13 March 2016

Revelation in the Desert


With my confidence at full throttle thanks to Dan Young's workshop, I stopped at the side of the road in the Superstitions and immediately made a drawing of this scene. My pulse actually quickened. When I got home expanded it into an 11x14.

Again, confidence can make things happen. Moving elements to enhance composition is liberating. After the workshop I fell into a virtual painting frenzy. Inspiration was in plain view. Painting became exhilarating again.


Painting with confidence was always one of those impossible goals to which I paid lip service but seemed too difficult to achieve. Ever since I started slapping paint on a canvas I struggled with the same fundamentals every time. My drawing was poor, my values needed constant adjustment and my colors looked like they should be in a cartoon. If I got something right I was scared to touch it. I painted tight. I painted light. I was always so tentative. I had teachers who would come to my easel, watch me gingerly dab some paint and they would all say the same thing. Put some paint up there. A strong brush stroke is a powerful message. Tentative swabs with thinned out color was not.

Dan Young summed it all up on Day 1 of our Arizona workshop.

“Let’s be clear today,” he admonished, “this is a painting workshop, not a staining workshop.”

As I write this, some weeks later, I am a changed painter . . . at least for now. Some very powerful messages came forward out in the Arizona desert. These were not totally new concepts. In fact, I had heard it all many times before. Maybe I never really listened. Maybe I never really understood. Maybe it was the fact that Dan is not only a master painter, he's a master teacher.

I remember back in my first days of oil painting around 2005 when Karl Dempwolf would stress that a painting without a thumbnail is like a building without a blueprint. Being a terrible draftsman, I tried to do these thumbnails but became increasingly frustrated. Besides, I had such a lack of knowledge about composition and value that I’m not sure I could execute a proper drawing. I would constantly get bogged down, stuck in the weeds with too many lines and too many indefinite shapes. I understood perspective but couldn’t execute properly. I was hung up drawing form not shape.

In many other workshops the instructors swore off thumbnails and advised doing an oil sketch directly on the canvas. As I look back on that period, which may have lasted until a few weeks ago, I think of how many busted paintings I made because I had no roadmap. One teacher, Jim Wodark, was a thumbnail guy. But he had a sixth sense about the simplicity of a scene. He could easily reduce any scene to 5 lines and 3 values without blinking. That kind of drawing intimidated me. Jim helped me to see but I needed a more strict taskmaster to get me to the next level.

So I stumbled down this path realizing quite often that my lack of design was killing my paintings. Ray Roberts always stressed design. Ray taught me to paint. To really paint. He taught me  much about composition, design, value and color. But with Ray I often felt that he was teaching Calculus while I struggled with Algebra. And he left all options open. Thumbnail . . . cool. Oil sketch on canvas . . . cool. Too much freedom for me. 

Dan Young had a different approach. Basically, if you didn’t do a simple and coherent thumbnail, you couldn’t paint that scene! Now, he’s too humble a guy to actually dictate those terms but I believed he meant business. The workshop began unlike any workshop I had ever attended. He wanted 10 or 15 sketches in 30 minutes. I don’t know what happened but that simple exercise opened me up. After 10 or 12 sketches I felt a little confident. I was starting to distill a scene to its essence.

Then he evaluated those sketches and “corrected” some elements even simplifying some elements.

For years I’ve been listening to my painter buddies constantly blabber on about finding shapes. It got to the point where I felt inadequate. "Damn, I don’t really see those shapes." Then the painter would come over to my easel and show me. It was like magic. “Oh, yeah” I’d say, feeling like a dimwit.

Well suddenly out in a parking lot in Peralta Canyon, Arizona I began to really see. This was a huge step. Confidence started to ooze out of me. Then Dan hopped over and offered another liberating concept. Make the rock wall in a shape that works for you. Change the shape. Move the road.  Leave out that big cactus. Make your thumbnail work. Move the little cactus. It’s a painting. Make your thumbnail a true roadmap.

OK, OK. I have heard this all before. But I never believed it. I was stuck in the old school thought that I must render the scene as it appeared before me. Now it was an entirely new idea. Painting from life you can capture the essence of a Palo Verde. You can play with the shadows and sunlight on a rock wall. You can put arms anywhere you want on a Saguaro. You can make foreground and shadows work for you. It's not a photograph. I started to really get in touch with my feelings about the scene. Many times in the past I was too worried about making an exact rendition.

Dan said if the composition isn’t strong enough, change the large shapes. Suddenly I was free. This was the path to the impressionism I sought. This workshop was a game-changer for me.  Now if I can only work on my brushwork . . . .!!!!!!!!
Creating a painting, not making a photograph on canvas is a different perspective for me. This  "On the Spotter" wasn't an exact rendition.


### WHAT THIS TASK INVOLVES
Please reply with one number only: how many lines in the entries below contain the string "African".

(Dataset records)
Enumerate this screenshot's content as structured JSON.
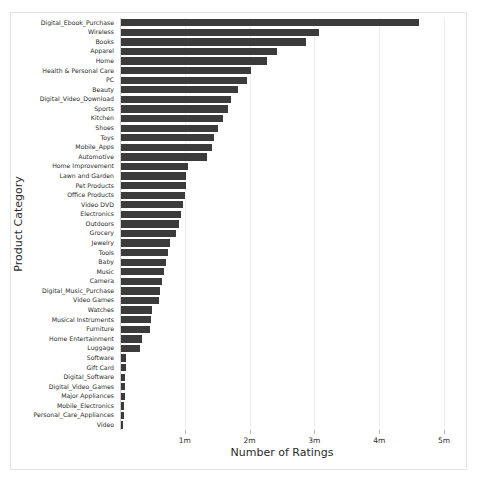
{
  "chart_data": {
    "type": "bar",
    "orientation": "horizontal",
    "title": "",
    "xlabel": "Number of Ratings",
    "ylabel": "Product Category",
    "xlim": [
      0,
      5000000
    ],
    "ylim": null,
    "grid": true,
    "legend": null,
    "bar_color": "#3b3b3b",
    "background_color": "#ffffff",
    "xtick_values": [
      1000000,
      2000000,
      3000000,
      4000000,
      5000000
    ],
    "xtick_labels": [
      "1m",
      "2m",
      "3m",
      "4m",
      "5m"
    ],
    "categories": [
      "Digital_Ebook_Purchase",
      "Wireless",
      "Books",
      "Apparel",
      "Home",
      "Health & Personal Care",
      "PC",
      "Beauty",
      "Digital_Video_Download",
      "Sports",
      "Kitchen",
      "Shoes",
      "Toys",
      "Mobile_Apps",
      "Automotive",
      "Home Improvement",
      "Lawn and Garden",
      "Pet Products",
      "Office Products",
      "Video DVD",
      "Electronics",
      "Outdoors",
      "Grocery",
      "Jewelry",
      "Tools",
      "Baby",
      "Music",
      "Camera",
      "Digital_Music_Purchase",
      "Video Games",
      "Watches",
      "Musical Instruments",
      "Furniture",
      "Home Entertainment",
      "Luggage",
      "Software",
      "Gift Card",
      "Digital_Software",
      "Digital_Video_Games",
      "Major Appliances",
      "Mobile_Electronics",
      "Personal_Care_Appliances",
      "Video"
    ],
    "values": [
      4600000,
      3050000,
      2850000,
      2400000,
      2250000,
      2000000,
      1950000,
      1800000,
      1700000,
      1650000,
      1570000,
      1500000,
      1430000,
      1400000,
      1330000,
      1030000,
      1010000,
      1000000,
      980000,
      960000,
      930000,
      900000,
      850000,
      760000,
      730000,
      700000,
      670000,
      640000,
      600000,
      580000,
      480000,
      460000,
      450000,
      320000,
      290000,
      80000,
      70000,
      65000,
      60000,
      55000,
      45000,
      40000,
      30000
    ]
  }
}
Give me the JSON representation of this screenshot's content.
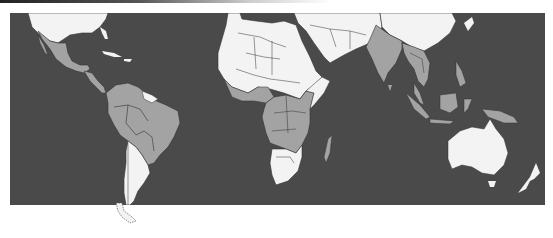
{
  "map": {
    "type": "choropleth world map (equatorial/tropical crop)",
    "colors": {
      "ocean": "#4a4a4a",
      "land_light": "#f3f3f3",
      "land_shaded": "#a3a3a3",
      "border": "#333333"
    },
    "shaded_regions": [
      "Mexico",
      "Central America",
      "Colombia",
      "Venezuela",
      "Peru",
      "Ecuador",
      "Bolivia",
      "Brazil",
      "Paraguay",
      "West Africa (coastal)",
      "Nigeria",
      "Central Africa",
      "East Africa",
      "Mozambique",
      "Madagascar",
      "India",
      "Myanmar",
      "Thailand",
      "Indochina",
      "Malaysia",
      "Indonesia",
      "Papua New Guinea"
    ],
    "light_regions": [
      "United States",
      "Guyana/Suriname",
      "Argentina",
      "Chile",
      "Uruguay",
      "North Africa",
      "Sahel",
      "Southern Africa",
      "Middle East",
      "China",
      "Australia",
      "New Zealand"
    ]
  }
}
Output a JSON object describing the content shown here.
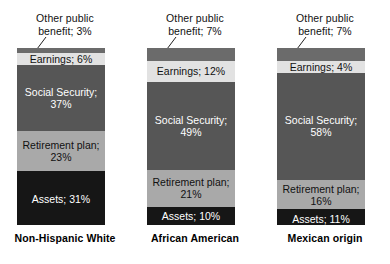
{
  "chart_data": {
    "type": "bar",
    "title": "",
    "subtitle": "",
    "xlabel": "",
    "ylabel": "",
    "ylim": [
      0,
      100
    ],
    "grid": false,
    "legend": "none",
    "stacked": true,
    "orientation": "vertical",
    "note": "100% stacked bars: sources of income share by group; top segment labeled with an external callout and leader line",
    "categories": [
      "Non-Hispanic White",
      "African American",
      "Mexican origin"
    ],
    "series": [
      {
        "name": "Other public benefit",
        "values": [
          3,
          7,
          7
        ],
        "color": "#6b6b6b"
      },
      {
        "name": "Earnings",
        "values": [
          6,
          12,
          4
        ],
        "color": "#e2e2e2"
      },
      {
        "name": "Social Security",
        "values": [
          37,
          49,
          58
        ],
        "color": "#565656"
      },
      {
        "name": "Retirement plan",
        "values": [
          23,
          21,
          16
        ],
        "color": "#a9a9a9"
      },
      {
        "name": "Assets",
        "values": [
          31,
          10,
          11
        ],
        "color": "#161616"
      }
    ]
  },
  "columns": [
    {
      "group_label": "Non-Hispanic White",
      "callout": "Other public\nbenefit; 3%",
      "segments": [
        {
          "name": "Other public benefit",
          "label": "",
          "value": 3,
          "percent_text": "3%",
          "color": "#6b6b6b",
          "text_color": "#ffffff"
        },
        {
          "name": "Earnings",
          "label": "Earnings; 6%",
          "value": 6,
          "percent_text": "6%",
          "color": "#e2e2e2",
          "text_color": "#111111"
        },
        {
          "name": "Social Security",
          "label": "Social Security;\n37%",
          "value": 37,
          "percent_text": "37%",
          "color": "#565656",
          "text_color": "#ffffff"
        },
        {
          "name": "Retirement plan",
          "label": "Retirement plan;\n23%",
          "value": 23,
          "percent_text": "23%",
          "color": "#a9a9a9",
          "text_color": "#111111"
        },
        {
          "name": "Assets",
          "label": "Assets; 31%",
          "value": 31,
          "percent_text": "31%",
          "color": "#161616",
          "text_color": "#ffffff"
        }
      ]
    },
    {
      "group_label": "African American",
      "callout": "Other public\nbenefit; 7%",
      "segments": [
        {
          "name": "Other public benefit",
          "label": "",
          "value": 7,
          "percent_text": "7%",
          "color": "#6b6b6b",
          "text_color": "#ffffff"
        },
        {
          "name": "Earnings",
          "label": "Earnings; 12%",
          "value": 12,
          "percent_text": "12%",
          "color": "#e2e2e2",
          "text_color": "#111111"
        },
        {
          "name": "Social Security",
          "label": "Social Security;\n49%",
          "value": 49,
          "percent_text": "49%",
          "color": "#565656",
          "text_color": "#ffffff"
        },
        {
          "name": "Retirement plan",
          "label": "Retirement plan;\n21%",
          "value": 21,
          "percent_text": "21%",
          "color": "#a9a9a9",
          "text_color": "#111111"
        },
        {
          "name": "Assets",
          "label": "Assets; 10%",
          "value": 10,
          "percent_text": "10%",
          "color": "#161616",
          "text_color": "#ffffff"
        }
      ]
    },
    {
      "group_label": "Mexican origin",
      "callout": "Other public\nbenefit; 7%",
      "segments": [
        {
          "name": "Other public benefit",
          "label": "",
          "value": 7,
          "percent_text": "7%",
          "color": "#6b6b6b",
          "text_color": "#ffffff"
        },
        {
          "name": "Earnings",
          "label": "Earnings; 4%",
          "value": 4,
          "percent_text": "4%",
          "color": "#e2e2e2",
          "text_color": "#111111"
        },
        {
          "name": "Social Security",
          "label": "Social Security;\n58%",
          "value": 58,
          "percent_text": "58%",
          "color": "#565656",
          "text_color": "#ffffff"
        },
        {
          "name": "Retirement plan",
          "label": "Retirement plan;\n16%",
          "value": 16,
          "percent_text": "16%",
          "color": "#a9a9a9",
          "text_color": "#111111"
        },
        {
          "name": "Assets",
          "label": "Assets; 11%",
          "value": 11,
          "percent_text": "11%",
          "color": "#161616",
          "text_color": "#ffffff"
        }
      ]
    }
  ]
}
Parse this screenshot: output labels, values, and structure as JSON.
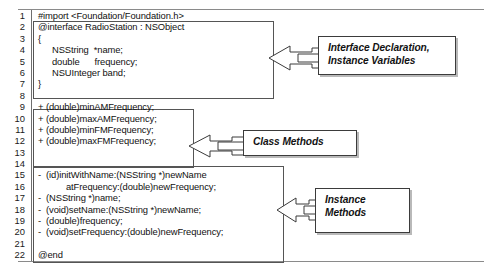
{
  "figure": {
    "kind": "code-listing-with-callouts",
    "language": "Objective-C"
  },
  "code": {
    "lines": [
      {
        "n": "1",
        "text": "#import <Foundation/Foundation.h>",
        "indent": 0
      },
      {
        "n": "2",
        "text": "@interface RadioStation : NSObject",
        "indent": 0
      },
      {
        "n": "3",
        "text": "{",
        "indent": 0
      },
      {
        "n": "4",
        "text": "NSString  *name;",
        "indent": 1
      },
      {
        "n": "5",
        "text": "double      frequency;",
        "indent": 1
      },
      {
        "n": "6",
        "text": "NSUInteger band;",
        "indent": 1
      },
      {
        "n": "7",
        "text": "}",
        "indent": 0
      },
      {
        "n": "8",
        "text": "",
        "indent": 0
      },
      {
        "n": "9",
        "text": "+ (double)minAMFrequency;",
        "indent": 0
      },
      {
        "n": "10",
        "text": "+ (double)maxAMFrequency;",
        "indent": 0
      },
      {
        "n": "11",
        "text": "+ (double)minFMFrequency;",
        "indent": 0
      },
      {
        "n": "12",
        "text": "+ (double)maxFMFrequency;",
        "indent": 0
      },
      {
        "n": "13",
        "text": "",
        "indent": 0
      },
      {
        "n": "14",
        "text": "",
        "indent": 0
      },
      {
        "n": "15",
        "text": "-  (id)initWithName:(NSString *)newName",
        "indent": 0
      },
      {
        "n": "16",
        "text": "atFrequency:(double)newFrequency;",
        "indent": 2
      },
      {
        "n": "17",
        "text": "-  (NSString *)name;",
        "indent": 0
      },
      {
        "n": "18",
        "text": "-  (void)setName:(NSString *)newName;",
        "indent": 0
      },
      {
        "n": "19",
        "text": "-  (double)frequency;",
        "indent": 0
      },
      {
        "n": "20",
        "text": "-  (void)setFrequency:(double)newFrequency;",
        "indent": 0
      },
      {
        "n": "21",
        "text": "",
        "indent": 0
      },
      {
        "n": "22",
        "text": "@end",
        "indent": 0
      }
    ]
  },
  "callouts": {
    "interface": {
      "line1": "Interface Declaration,",
      "line2": "Instance Variables"
    },
    "class_methods": {
      "line1": "Class Methods",
      "line2": ""
    },
    "instance_methods": {
      "line1": "Instance",
      "line2": "Methods"
    }
  },
  "colors": {
    "text": "#111111",
    "rule": "#8a8a8a",
    "box_border": "#555555",
    "callout_border": "#3b3b3b",
    "callout_shadow": "#b9b9b9"
  }
}
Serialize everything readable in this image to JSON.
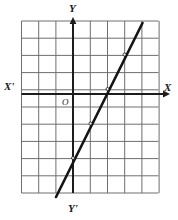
{
  "figure": {
    "kind": "coordinate-plane-line-graph",
    "title": "",
    "background_color": "#ffffff",
    "grid": {
      "line_color": "#6e6e6e",
      "line_width": 1,
      "cell_size_px": 17.2,
      "columns": 8,
      "rows": 10,
      "bounds_px": {
        "left": 21.5,
        "top": 21.0,
        "right": 158.5,
        "bottom": 193.0
      }
    },
    "axes": {
      "color": "#1d1d1d",
      "line_width": 2,
      "origin_px": {
        "x": 73.0,
        "y": 94.0
      },
      "x_axis": {
        "y_px": 94.0,
        "x_start_px": 21.5,
        "x_end_px": 170.0,
        "arrow": "right"
      },
      "y_axis": {
        "x_px": 73.0,
        "y_start_px": 193.0,
        "y_end_px": 17.0,
        "arrow": "up"
      }
    },
    "labels": {
      "x_positive": "X",
      "x_negative": "X'",
      "y_positive": "Y",
      "y_negative": "Y'",
      "origin": "O"
    },
    "line": {
      "color": "#141414",
      "width": 2.6,
      "start_px": {
        "x": 56.0,
        "y": 197.0
      },
      "end_px": {
        "x": 142.5,
        "y": 23.0
      },
      "marked_points_px": [
        {
          "x": 73.0,
          "y": 158.0
        },
        {
          "x": 90.5,
          "y": 123.5
        },
        {
          "x": 107.5,
          "y": 89.0
        },
        {
          "x": 124.5,
          "y": 54.5
        }
      ]
    }
  },
  "chart_data": {
    "type": "line",
    "title": "",
    "xlabel": "X",
    "ylabel": "Y",
    "xlim": [
      -3,
      5
    ],
    "ylim": [
      -5.5,
      4.5
    ],
    "grid": true,
    "legend": null,
    "axis_labels": {
      "x_positive": "X",
      "x_negative": "X'",
      "y_positive": "Y",
      "y_negative": "Y'",
      "origin": "O"
    },
    "tick_labels": {
      "x": [],
      "y": []
    },
    "series": [
      {
        "name": "line",
        "equation": "y = 2x - 4",
        "slope": 2,
        "y_intercept": -4,
        "x_intercept": 2,
        "x": [
          -1,
          0,
          1,
          2,
          3,
          4
        ],
        "y": [
          -6,
          -4,
          -2,
          0,
          2,
          4
        ],
        "marked_points": [
          {
            "x": 0,
            "y": -4
          },
          {
            "x": 1,
            "y": -2
          },
          {
            "x": 2,
            "y": 0
          },
          {
            "x": 3,
            "y": 2
          }
        ]
      }
    ],
    "annotations": []
  }
}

### WRITTEN ANSWER
2